Payday lending regulation back on the table

Del. Glen Oder (R-NN) has introduced a bill calling for a 36% cap on interest rates for payday lenders. I’m not going to rehash all I’ve written about payday lending; suffice it to say that putting these lenders under the same regulation as other lenders is a step in the right direction.

Contact your legislators, ask them to sign on as a patron of this bill and ask them to support it.

37 thoughts on “Payday lending regulation back on the table

  1. We really shouldn’t be treating adults like children in this way. Let them make their own decisions and keep big brother out of it.

  2. Brian – all well and good – except the government interjected itself into the conversation when they allowed payday lending. Putting the cap back on simply puts things back where they were before.

    James – I’ve seen car loan documents with that interest rate on them. Surprised me the first time I saw it, probably 25 years ago. I agree – it is usurious.

  3. Vivian,

    I think that our fundamental difference is that I don’t see why payday lending should have to be allowed by the government. I really don’t think that they should need permission to be in business.

  4. Virginia has a law that limits interest rates. This law neither allows or prohibits payday lending. What VA did with the payday lending law was to allow a particular industry to not be subject to the usury law. Oder’s bill will put payday lenders back in the same position as they were before – neither prohibited nor allowable.

    Now, you might argue that there shouldn’t be usury laws, but that’s another whole argument and not a part of what the GA is considering.

  5. Keep in mind that a 36% interest rate will not make payday loans cheaper, it will make them unavailable. With their very short terms and high risk, they are not profitable at normal interest rates.

    You are taking away the lender of last resort for those about to be evicted, or have a car repossessed, or facing some other financial emergency.

    So, if you are determined to protect people from their own errors in misusing these loans, also be prepared to bear the responsibility for the hardships you will bring to those on the financial margins who use them responsibly.

  6. Y’all are funny. Before 2002, there were no payday lenders. If, after 5 years, more people are in more debt, the experiment has failed. The hardships that existed before payday lending have been exacerbated by it.

    Again, if someone wants to argue that usury rates not be set, go for it. (And I would expect such an argument from libertarians.) But there is no justification for what amounts to state-sponsored ripping people off.

  7. Interesting that Oder took money from the payday lenders for his campaign and in fact the Virginia Senate Republican Leadership Trust took a ton of money. Check VPAP if you don’t believe me.

    Something smells in Richmond. Its a Glenn Oder!

  8. “Y’all are funny. Before 2002, there were no payday lenders.”

    Nonsense — they were just called “loan sharks” back then, and their collection methods were no more legal than their loans.

  9. “But there is no justification for what amounts to state-sponsored ripping people off.”

    The state is paying “payday lenders”? That’s news to me.

  10. Don’t be dense, Mouse. The state created the payday lending industry in Virginia. Prior to the passage of the law in 2002, there was no incentive for the vultures to be here. So yes, the state sponsored it.

  11. No, the state SANCTIONED it, not SPONSORED it.

    And yes, there WAS incentive for the vultures to be here. The 2002 law did not create the demand for payday loans, it only allowed the demand to be satisfied legally, rather than illegally.

    I also suspect the payday lenders charge lower interest rates than loan sharks did.

  12. In the end, I think this comes down to whether we believe in Liberty or not.

    Freedom means being able to choose, even when we choose unwisely. What you advocate is to deny people choices you see as unwise.

    That is something parents do, but it is not a proper role of government unless you see government as some sort of collective Mommy and your fellow citizens as helpless children.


PROBLEM TO SOLVE:
Wherever the word "Lighting" occurs in the listing, copy the whole line.

++++ EXERCISE DATA

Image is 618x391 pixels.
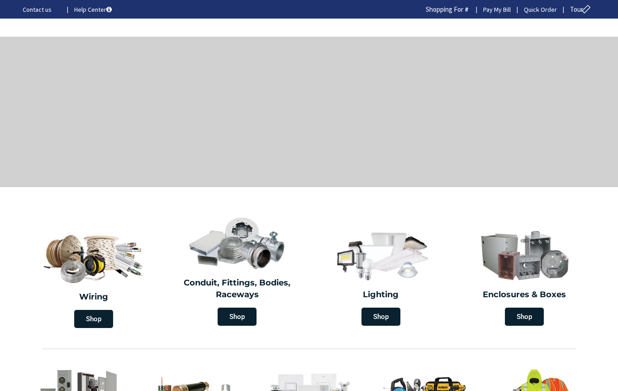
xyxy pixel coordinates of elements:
h2: Conduit, Fittings, Bodies, Raceways [172,277,303,300]
span: Shop [505,307,544,325]
a: Help Center [74,5,112,14]
a: Pay My Bill [483,5,511,14]
h2: Wiring [26,291,161,303]
h2: Enclosures & Boxes [460,289,590,301]
a: Wiring Shop [22,224,166,332]
strong: # [465,5,469,14]
a: Contact us [23,5,60,14]
a: Conduit, Fittings, Bodies, Raceways Shop [168,212,307,330]
span: Shopping For [426,5,463,14]
span: Shop [74,310,113,328]
span: Tour [570,5,593,14]
span: Shop [218,307,257,325]
a: Quick Order [524,5,557,14]
a: Enclosures & Boxes Shop [455,224,595,330]
h2: Lighting [316,289,446,301]
a: Lighting Shop [311,224,451,330]
span: Shop [362,307,401,325]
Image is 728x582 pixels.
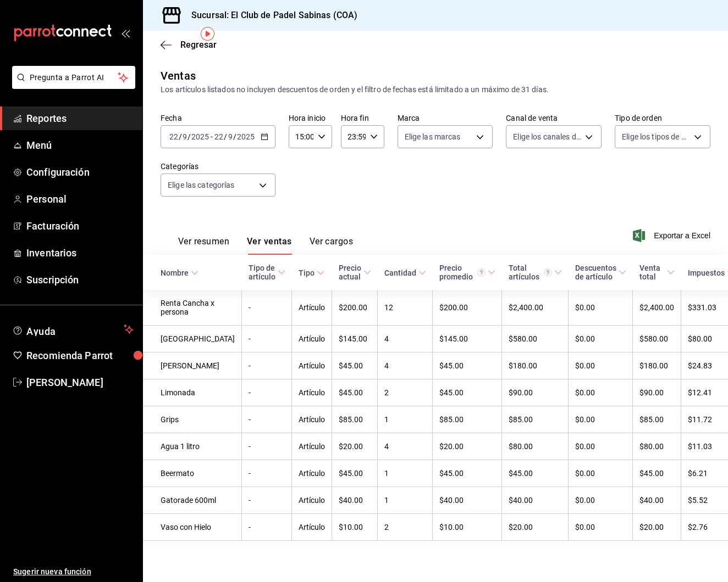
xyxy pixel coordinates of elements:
[26,219,134,233] span: Facturación
[513,131,581,143] span: Elige los canales de venta
[378,433,432,460] td: 4
[378,460,432,487] td: 1
[633,353,681,379] td: $180.00
[201,27,214,40] img: Tooltip marker
[160,268,188,277] div: Nombre
[26,192,134,206] span: Personal
[292,406,332,433] td: Artículo
[242,514,292,541] td: -
[432,379,502,406] td: $45.00
[506,114,601,122] label: Canal de venta
[143,460,242,487] td: Beermato
[432,326,502,353] td: $145.00
[569,353,633,379] td: $0.00
[502,406,569,433] td: $85.00
[249,264,275,281] div: Tipo de artículo
[569,379,633,406] td: $0.00
[502,326,569,353] td: $580.00
[509,264,562,281] span: Total artículos
[397,114,493,122] label: Marca
[26,323,119,336] span: Ayuda
[544,268,552,277] svg: El total artículos considera cambios de precios en los artículos así como costos adicionales por ...
[223,132,227,141] span: /
[143,487,242,514] td: Gatorade 600ml
[249,264,285,281] span: Tipo de artículo
[169,132,179,141] input: --
[12,66,135,89] button: Pregunta a Parrot AI
[160,39,216,50] button: Regresar
[160,67,196,84] div: Ventas
[233,132,237,141] span: /
[191,132,209,141] input: ----
[622,131,690,143] span: Elige los tipos de orden
[242,460,292,487] td: -
[237,132,255,141] input: ----
[180,39,216,50] span: Regresar
[633,460,681,487] td: $45.00
[121,29,130,37] button: open_drawer_menu
[26,165,134,179] span: Configuración
[292,290,332,326] td: Artículo
[635,229,710,242] button: Exportar a Excel
[26,246,134,260] span: Inventarios
[160,162,275,170] label: Categorías
[569,406,633,433] td: $0.00
[633,379,681,406] td: $90.00
[439,264,495,281] span: Precio promedio
[633,514,681,541] td: $20.00
[242,379,292,406] td: -
[242,326,292,353] td: -
[439,264,485,281] div: Precio promedio
[633,326,681,353] td: $580.00
[143,433,242,460] td: Agua 1 litro
[182,9,357,22] h3: Sucursal: El Club de Padel Sabinas (COA)
[432,406,502,433] td: $85.00
[332,406,378,433] td: $85.00
[339,264,361,281] div: Precio actual
[639,264,664,281] div: Venta total
[502,487,569,514] td: $40.00
[26,348,134,363] span: Recomienda Parrot
[178,236,353,255] div: navigation tabs
[385,268,426,277] span: Cantidad
[26,273,134,287] span: Suscripción
[633,406,681,433] td: $85.00
[477,268,485,277] svg: Precio promedio = Total artículos / cantidad
[385,268,416,277] div: Cantidad
[188,132,191,141] span: /
[289,114,332,122] label: Hora inicio
[502,353,569,379] td: $180.00
[378,290,432,326] td: 12
[310,236,353,255] button: Ver cargos
[26,375,134,390] span: [PERSON_NAME]
[405,131,461,143] span: Elige las marcas
[292,514,332,541] td: Artículo
[575,264,616,281] div: Descuentos de artículo
[432,353,502,379] td: $45.00
[332,514,378,541] td: $10.00
[569,514,633,541] td: $0.00
[569,487,633,514] td: $0.00
[179,132,182,141] span: /
[143,353,242,379] td: [PERSON_NAME]
[228,132,233,141] input: --
[639,264,675,281] span: Venta total
[292,326,332,353] td: Artículo
[213,132,223,141] input: --
[378,514,432,541] td: 2
[30,72,118,83] span: Pregunta a Parrot AI
[292,433,332,460] td: Artículo
[378,326,432,353] td: 4
[502,460,569,487] td: $45.00
[378,379,432,406] td: 2
[341,114,385,122] label: Hora fin
[633,487,681,514] td: $40.00
[432,290,502,326] td: $200.00
[569,433,633,460] td: $0.00
[502,514,569,541] td: $20.00
[292,460,332,487] td: Artículo
[569,290,633,326] td: $0.00
[332,379,378,406] td: $45.00
[432,433,502,460] td: $20.00
[569,326,633,353] td: $0.00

++++++++

ANSWER TO THIS PROBLEM:
h2: Lighting [316,289,446,301]
a: Lighting Shop [311,224,451,330]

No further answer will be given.